Egypt's public sector digital infrastructure is sitting on a growing problem. Across ministries, news organisations and heritage bodies in Cairo, duplicate image files have accumulated quietly for years inside unaudited servers — a consequence of rushed digitisation drives, overlapping scanning projects and staff turnover that left no single person responsible for data hygiene. The question now is not whether to act, but how quickly decisions can be made before the financial and operational damage compounds.
The issue has come into sharper focus in 2026 as Egypt's IMF-linked fiscal discipline programme pushes state agencies to account for every pound spent on infrastructure. Cloud storage and on-premise server maintenance are no longer invisible line items. With the Egyptian pound trading at roughly 50 to the US dollar following successive devaluations since 2022, the dollar-denominated cost of international cloud contracts has become a genuine budget pressure for institutions that simply cannot afford to keep paying for terabytes of redundant data.
Where the Problem Is Most Visible
Two institutions illustrate the scale of the challenge most clearly. The Egyptian Radio and Television Union, headquartered along the Corniche el-Nil in Maspero, ran parallel digitisation contracts between 2019 and 2023 that produced overlapping image libraries with no centralised deduplication process. Staff at the Maspero building have described internal drives where the same photographic stills appear in three or four separate folders, each labelled by a different department. The National Library and Archives of Egypt — known formally as Dar al-Kutub, located in Boulaq — faces a comparable challenge after receiving donor funding for scanning programmes that were executed by separate contractors who submitted deliverables in inconsistent formats.

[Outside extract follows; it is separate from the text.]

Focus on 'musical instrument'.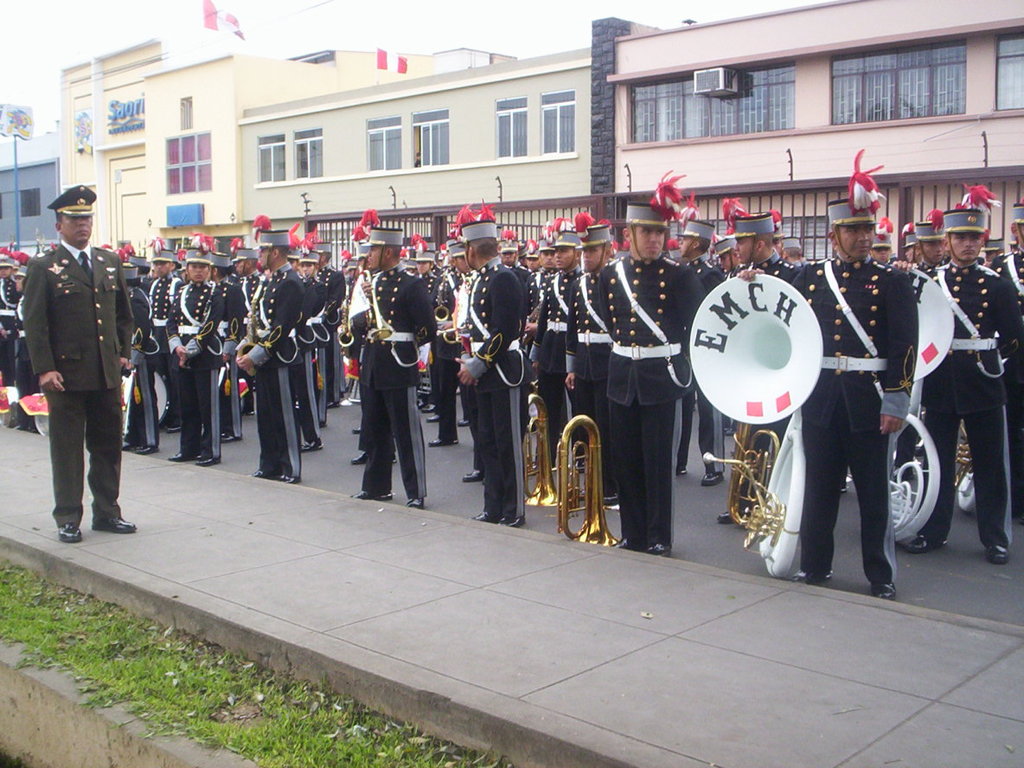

Neither institution has publicly confirmed a formal remediation plan as of July 2026. The broader state digitisation effort, coordinated in part through the Ministry of Communications and Information Technology's Digital Egypt programme, has focused primarily on citizen-facing services and the infrastructure build-out supporting the New Administrative Capital, roughly 45 kilometres east of central Cairo. Internal data governance — the unglamorous work of deduplication and file taxonomy — has been lower on the priority list.
The Decisions That Cannot Wait
Three choices will define how this plays out over the next 12 to 18 months. First, institutions need to decide whether to handle deduplication internally using open-source tools or to procure specialist vendors. The latter carries hard-currency cost implications that are particularly acute given current exchange rates. Second, there is the question of governance: who inside each organisation signs off on deletion? Archivists at institutions like Dar al-Kutub are understandably cautious about automated deletion pipelines that might eliminate files flagged as duplicates based on metadata alone, when two visually identical images may have different provenance records. Third, and most consequentially for state bodies, is whether the Ministry of Communications will issue binding data management standards that apply across all public-sector digital assets, or leave each agency to set its own policy.
The commercial media sector in Cairo — including production houses clustered around the Sixth of October City media zone and broadcasters operating out of the New Cairo satellite city — is moving faster than the public sector, partly because private companies face direct commercial incentives to reduce cloud bills. Industry estimates cited by regional technology consultancies put the proportion of redundant image files in large unmanaged digital archives at anywhere between 20 and 40 percent of total storage, though figures vary significantly by institution and no Egyptian-specific audit data is publicly available.
For heritage bodies, the stakes extend beyond money. The risk of a badly configured deduplication run destroying unique archival material is not theoretical. The practical path forward is a phased approach: audit first using read-only scanning tools, flag duplicates for human review rather than automatic deletion, and build a clear chain of authority for final decisions. The Digital Egypt programme's existing framework, which has already linked more than 70 government entities to shared cloud infrastructure as of early 2026, could provide the administrative backbone for a coordinated policy — if the political will exists to prioritise it alongside the more visible prestige projects dominating the agenda in the new capital.